This acquisition logic is driven by the overall strategy of the company, which should have clarity around three critical questions:
1. Strategic Objectives: What are we trying to achieve in the market place?
2. Critical Capabilities: What are the critical organizational capabilities required to achieve these objectives?
3. Critical Resources: What is the human and organizational capital required to generate the critical capabilities?
Armed with a clear understanding of the overall corporate strategy, the potential acquirer is able to answer the following fundamental question: to meet our strategic objectives, can we develop and deploy our existing resources and capabilities, or do we need to acquire additional resources and capabilities through acquisition? If acquisition is the answer, then it’s understood clearly and logically to be based on an explicit need to buy missing resources and capabilities that are required to achieve the company’s strategic objectives.
The ability to craft comprehensive acquisition logic has several direct benefits.
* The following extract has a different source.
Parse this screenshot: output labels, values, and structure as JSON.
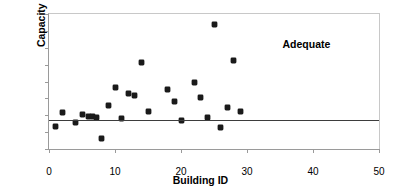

First, it provides the basis for strategic risk analysis that allows the acquirer to assess whether it will be able to generate a sustainable competitive advantage in the marketplace with the combined resources and capabilities of the two organizations. Second, it focuses attention on acquiring resources and capabilities to support and drive long-term growth rather than just immediate product and service additions to the corporate portfolio. Finally, it provides the basis for identifying the prospective operating model, which we discuss next.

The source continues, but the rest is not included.